Ed Bayley, an adjunct attorney for the EFF, in a blog post Dec. 21 said
e-readers collect "substantial information about their users' reading
habits and locations" and report back to the companies that build or sell
these technologies. To educate users, the EFF created a Buyer's Guide to
E-Book Privacy to shed some light on what information existing e-readers "reserve
the right to collect and share."
The Google Book Search project is Google's broad effort to scan
out-of-print books and offer them to users online for fees. The project is on
hold while the search engine and the New York District Court hash out a
renegotiation, and won't be finalized until 2010.
However, the current privacy
policy for the service allows Google to automatically log each book and
page a user of the service searched for and read and how long a reader viewed
it for, as well as information about subsequent books a reader searches for.
Google Web History also tracks what books users purchased.
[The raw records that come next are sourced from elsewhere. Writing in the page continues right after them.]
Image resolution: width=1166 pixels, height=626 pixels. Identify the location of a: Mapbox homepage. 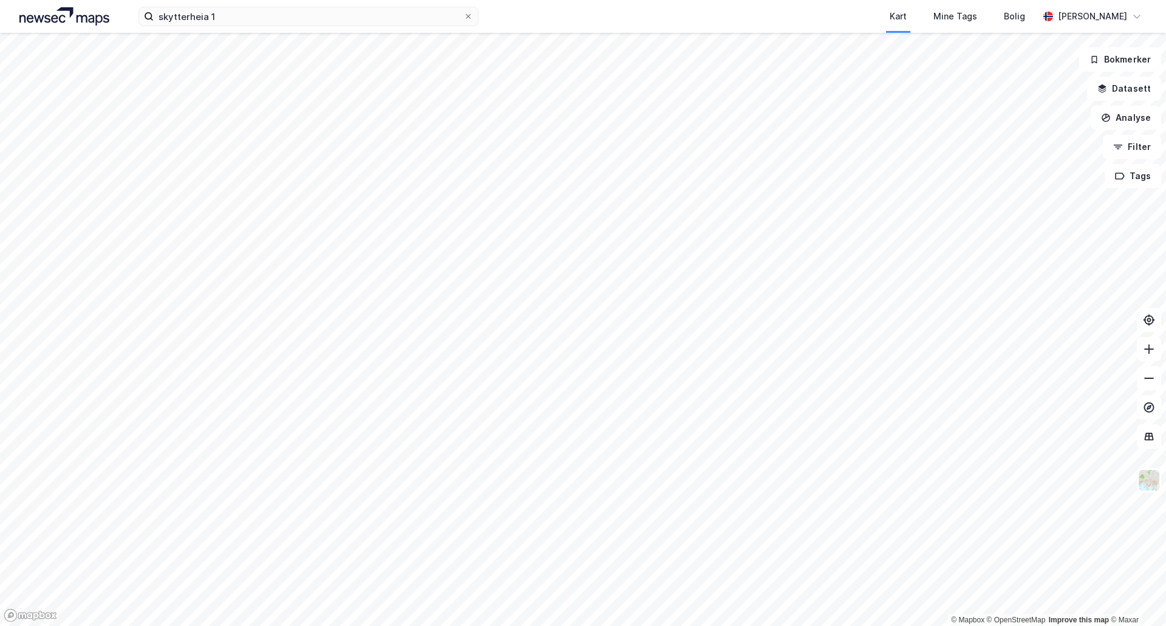
(30, 615).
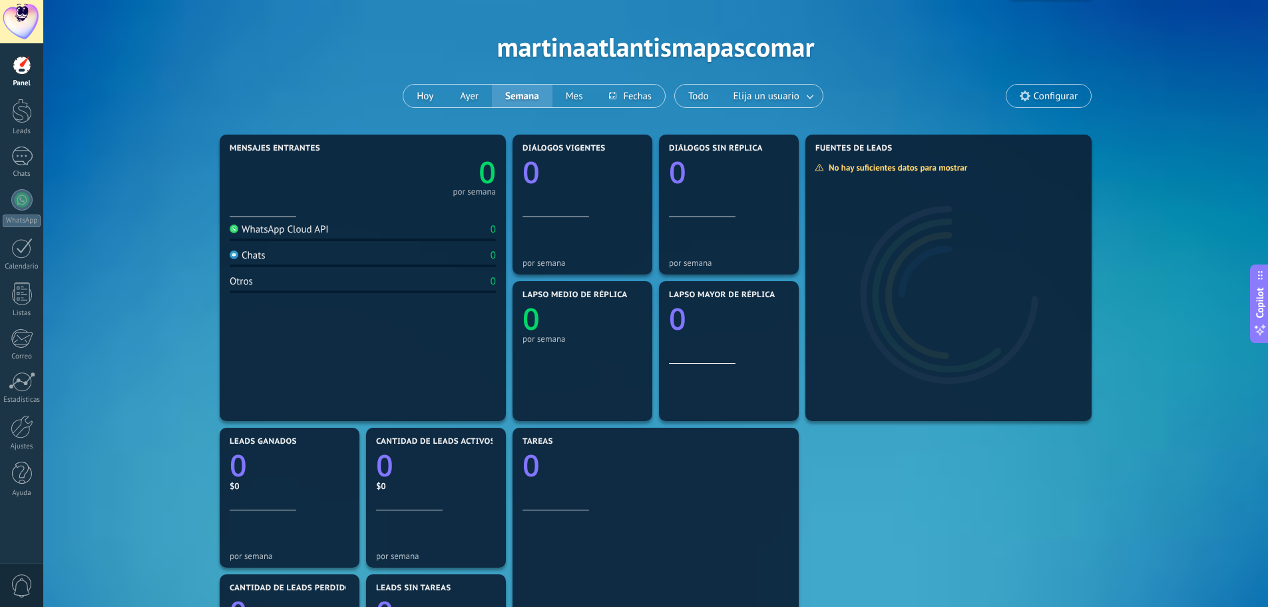 The width and height of the screenshot is (1268, 607). Describe the element at coordinates (241, 281) in the screenshot. I see `div: Otros` at that location.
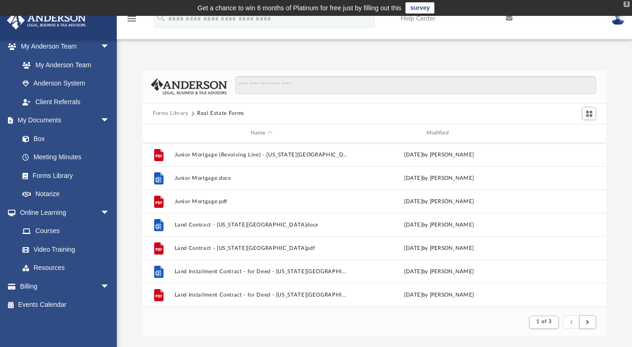 Image resolution: width=632 pixels, height=347 pixels. Describe the element at coordinates (626, 4) in the screenshot. I see `div: close` at that location.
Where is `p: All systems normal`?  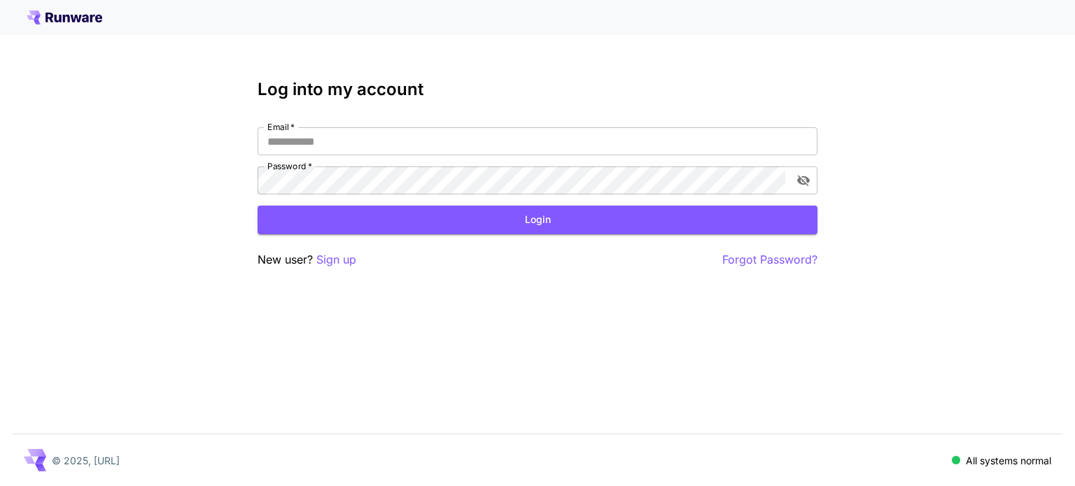 p: All systems normal is located at coordinates (1009, 461).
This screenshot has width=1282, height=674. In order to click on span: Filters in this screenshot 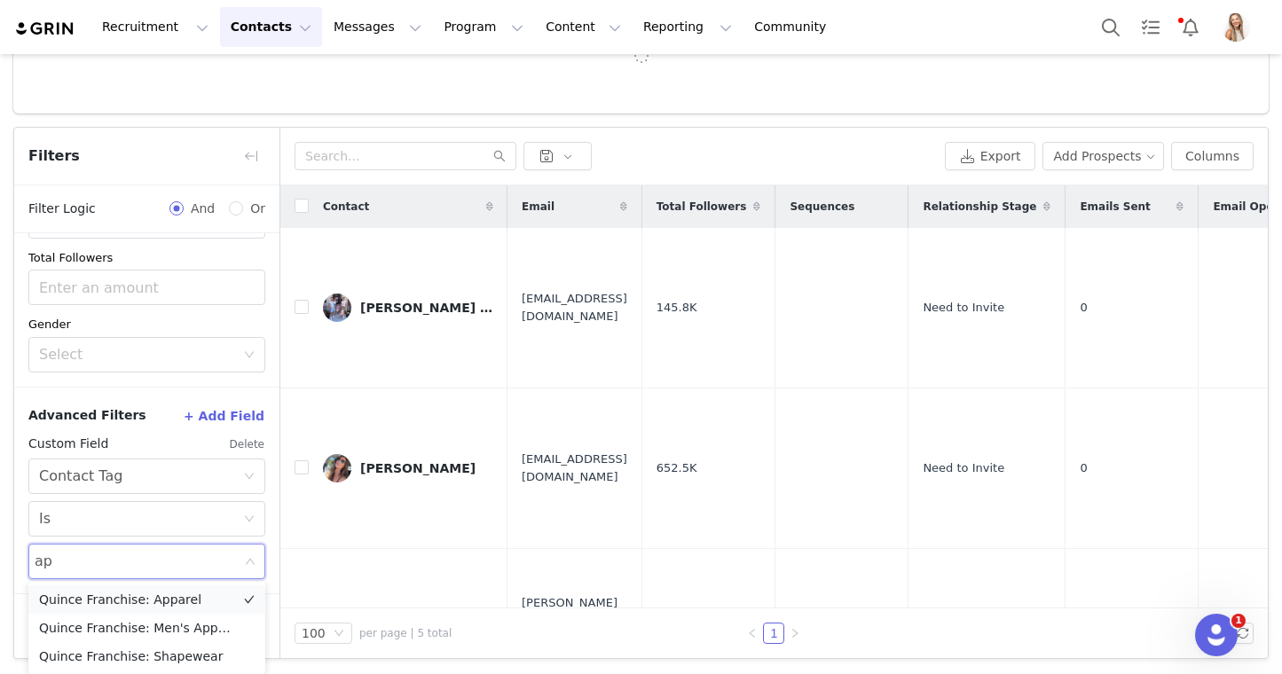, I will do `click(54, 156)`.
The EFF pointed out that this practice is consistent with the way Google
logs user information for its core Web search offering, including "query
term ... [IP] address, browser type, browser language, the date and time of your
request and one or more cookies that may uniquely identify your browser," it
quoted Google's privacy policy as saying. So users who are comfortable with
this practice may not have an issue with Google Book Search.
Bayley also noted in the Buyer's Guide that information on Google Book
Search users is available to the Book Rights Registry, a not-for-profit group
that represents book rights holders, and third-party service providers. Google
denied this in a statement sent to eWEEK.
"We will never share individual users' information at all unless the
user tells us to, or in some very unusual circumstances that are spelled out in
the Privacy Policy, like emergencies or when we receive valid legal process. The
Book Rights Registry created under the settlement won't have access to users'
personal information, either," the Google statement said.